An example. Instead of "write an email about our workshop", this works better: "Write a short, friendly invitation email to an entrepreneur I spoke with last week, for a workshop about AI in daily work. Five sentences at most, not salesy." The second gives you something you can almost send. The first gives a generic text you still have to rewrite completely.
You don't have to get this right in one go. If you don't like the answer, you just say what you want different. "Shorter", "less formal", "don't mention the amount." It's a conversation, not a form.
What to watch with your data
Two things deserve attention once you put AI to serious use for work.
The first is your data. The moment you put personal or confidential information into an AI tool, the GDPR and the agreements you have with clients apply. With free versions, your input can be used to improve the model. In business subscriptions you can often set it so this doesn't happen. Check that per tool before you put client data into it, and when in doubt, don't put names or case files into a free version.
The second is control. AI can say something firmly and convincingly that still isn't correct. A wrong figure, a source that doesn't exist, an assumption based on nothing. For a draft email that matters little, since you read it over anyway. For a quote or a legal text, you want to check everything before it goes out. You remain responsible for what you send, not the tool.
ChatGPT, Claude or something else
A question almost everyone asks: which one should I get? ChatGPT, Claude, Copilot, they resemble each other and for many daily tasks it makes little difference which you pick. For more specific work there are differences, for example in writing style, in working with long documents, or in the link to your own files.
If you want to choose calmly before you begin, compare the tools on those points. If you just want to start, take the tool you already have access to and begin with that one recurring task.
How we can help
Reading how it works is one thing. Applying it to your own work is another, and that's where people often get stuck. Which tasks do you hand to AI, how do you give a good instruction for your kind of work, and how do you make sure it doesn't fade again after a week.
For that we have the workshop Claude as Your Daily Work Partner. In one afternoon you work with your own documents and tasks, and you go home with a few methods you'll use the next day. No theory upfront, you do it straight away on your own work.

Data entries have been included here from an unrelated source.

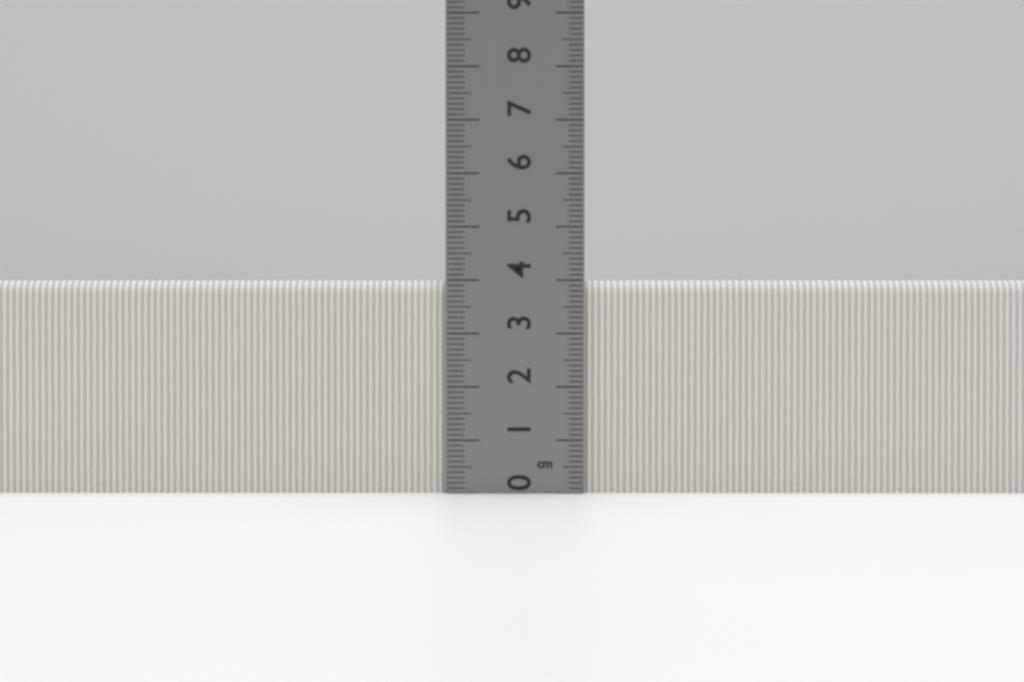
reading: 4.0 cm
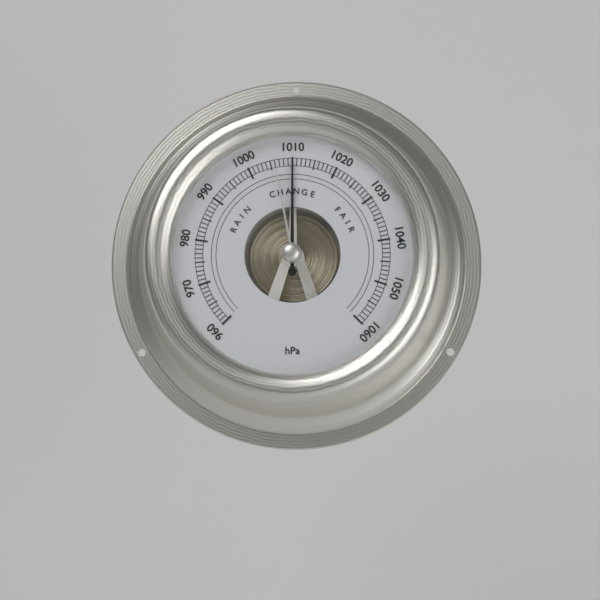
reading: 1010 hPa
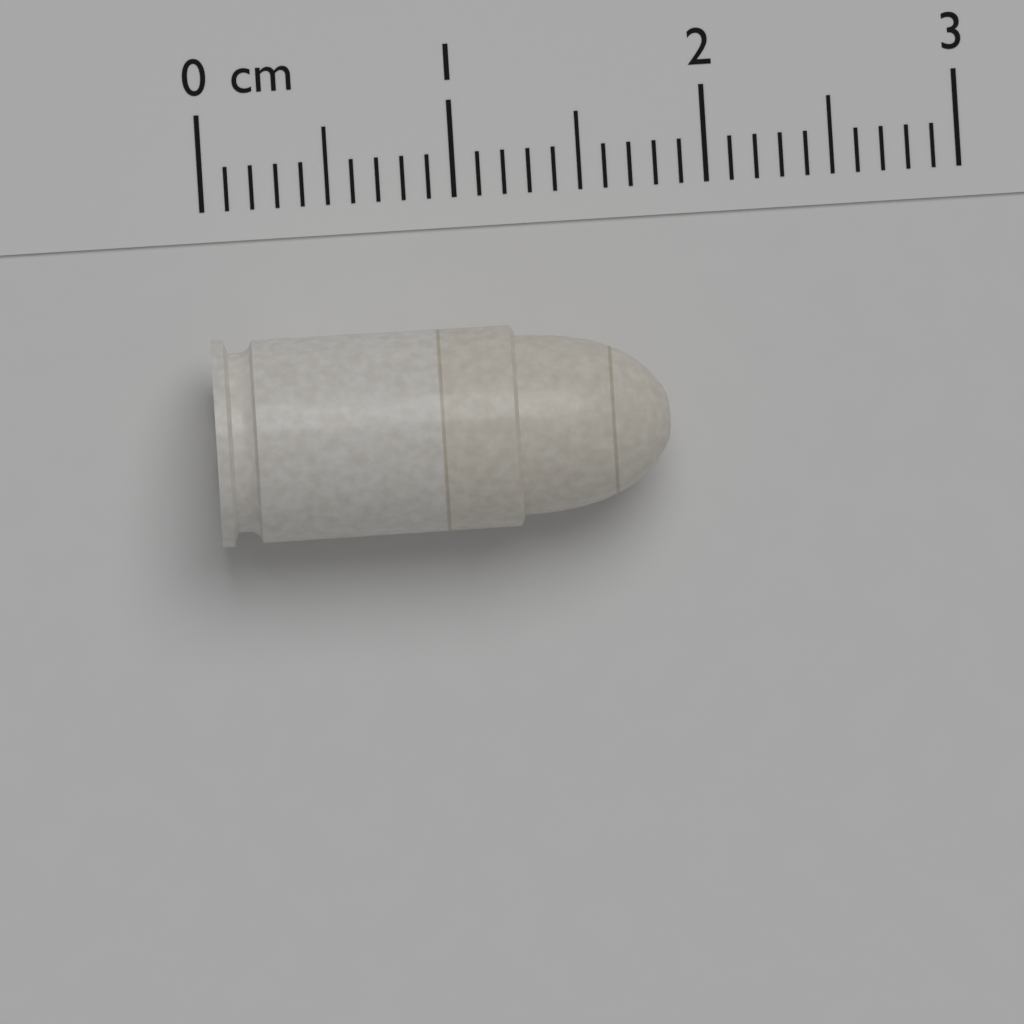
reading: 1.8 cm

The workshop can be followed via open enrolment or in-company, and is usually payable from your training budget.
Read more in this guide: ChatGPT, Claude or Copilot: which fits which work and how to give AI good context and goals.

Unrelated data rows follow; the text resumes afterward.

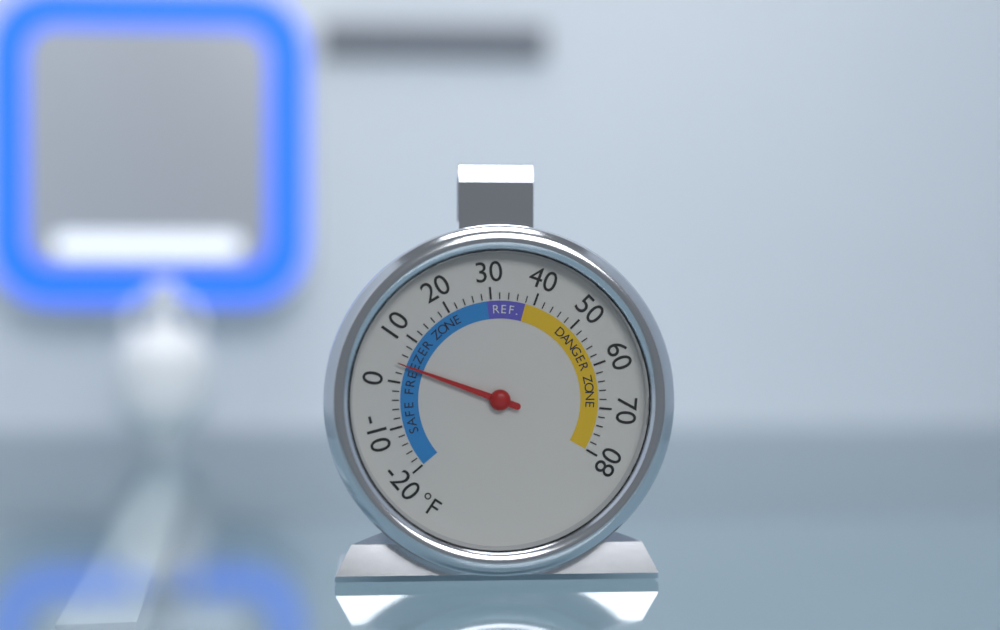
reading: 4 °F
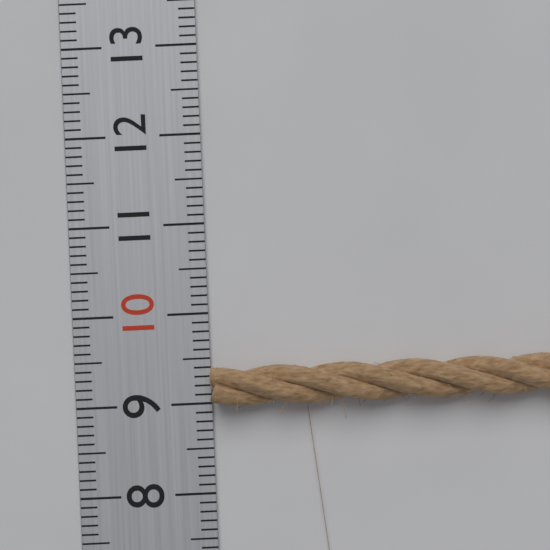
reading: 9.4 (no unit)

Frequently asked questions
Which one do I need, ChatGPT or Claude?
For most daily tasks they both work fine. Take the tool you already have access to and start with that. For more specific work there are differences in writing style, in working with long documents and in the link to your own files.
Is it safe to use company data?
That depends on the version and the settings. With free versions your input can be used to train the model. Business subscriptions often offer the option to switch that off. Check that per tool, and when in doubt, don't put client data into a free version. The GDPR remains your responsibility.
Do I need to be able to program?
No. You type plain language, the way you'd ask a colleague something. Programming doesn't come into it.
How much time does it take to start?
A quarter of an hour. Pick one task you're doing this week anyway, give AI a clear instruction, and see what comes out. From there you build it out further.
Will AI take over my work?
For daily work AI mainly takes over the repetitive parts: the first draft, the summary, the look-up work. The judgement, the weighing-up and the contact with people stay with you. You keep time for the work that really needs your attention.